If you managed to endure the 50-minute slog that was last night’s so-called Avalanche-Blackhawks game — a contest that more closely resembled an over-40 beer league tilt — at the United Center, then you deserve every good thing life has to offer.
Chicago is bad. The league standings prove it. Colorado is good. The league standings prove that, too. But when Colorado plays in Chicago? The Avalanche inexplicably become a bad team. Why? NO ONE KNOWS!
Wednesday night’s 3-2 shootout win for the Avs was yet another chapter in this ongoing saga of suck against one of the league’s bottom-feeders. It took the NHL’s fifth-best team a staggering 49 minutes and 17 seconds to score a (legal) goal against the second-worst team in the league. But once they finally found the net and cut the deficit in half, they looked like, well, themselves again, culminating in Artturi Lehkonen’s shootout winner following Martin Necas’ dramatic, last-second equalizer to salvage at least one point.

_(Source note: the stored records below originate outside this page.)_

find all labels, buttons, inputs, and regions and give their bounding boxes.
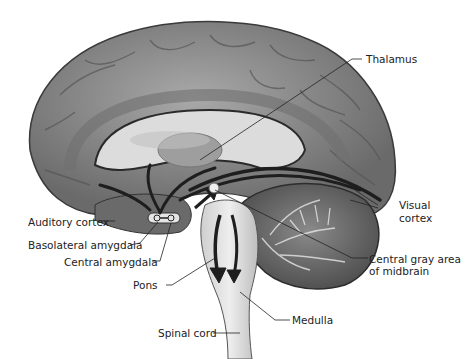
label-medulla: Medulla [292,314,333,326]
label-pons: Pons [133,279,158,291]
label-auditory-cortex: Auditory cortex [28,216,109,228]
label-central-gray-line2: of midbrain [369,265,429,277]
brain-diagram: Thalamus Visual cortex Auditory cortex B… [0,0,466,359]
label-visual-cortex-line2: cortex [399,212,432,224]
label-thalamus: Thalamus [366,53,417,65]
label-spinal-cord: Spinal cord [158,327,217,339]
label-central-gray-line1: Central gray area [369,253,461,265]
label-basolateral-amygdala: Basolateral amygdala [28,239,142,251]
label-visual-cortex-line1: Visual [399,199,430,211]
label-central-amygdala: Central amygdala [64,256,158,268]
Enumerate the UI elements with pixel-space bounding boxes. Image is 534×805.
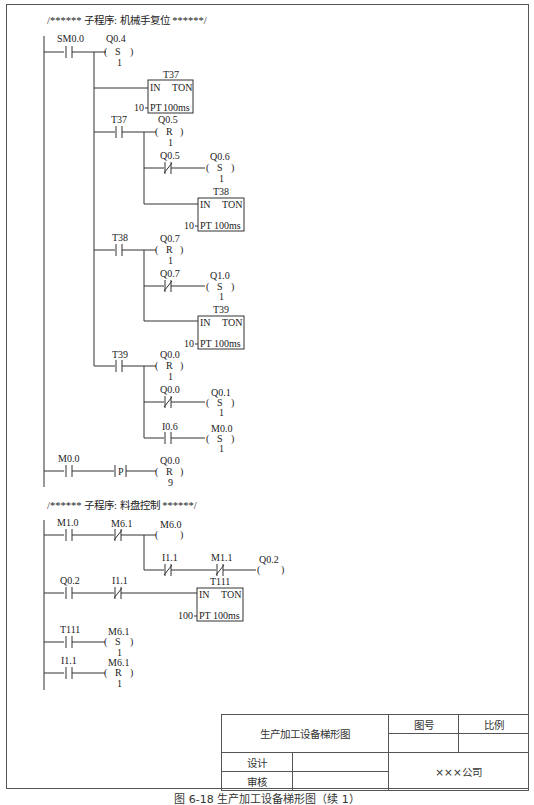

As usual, it was Cale Makar who carried the Avs when they needed it most. His 29th goal of the season was the long-overdue breakthrough, a rocket from the slot off a slick centering feed from Nathan MacKinnon. And when the Avs desperately needed a hero in the dying moments, Chris MacFarland’s mid-season moves bore fruit. Sure, the scoresheet credits Necas with tipping Makar’s point shot and Valeri Nichushkin with the secondary assist. But the real architect? Brock Nelson, whose crucial faceoff win in the offensive zone set the entire play in motion. Just weeks ago, faceoffs were a glaring weakness for this team. Now? They’re game-changers.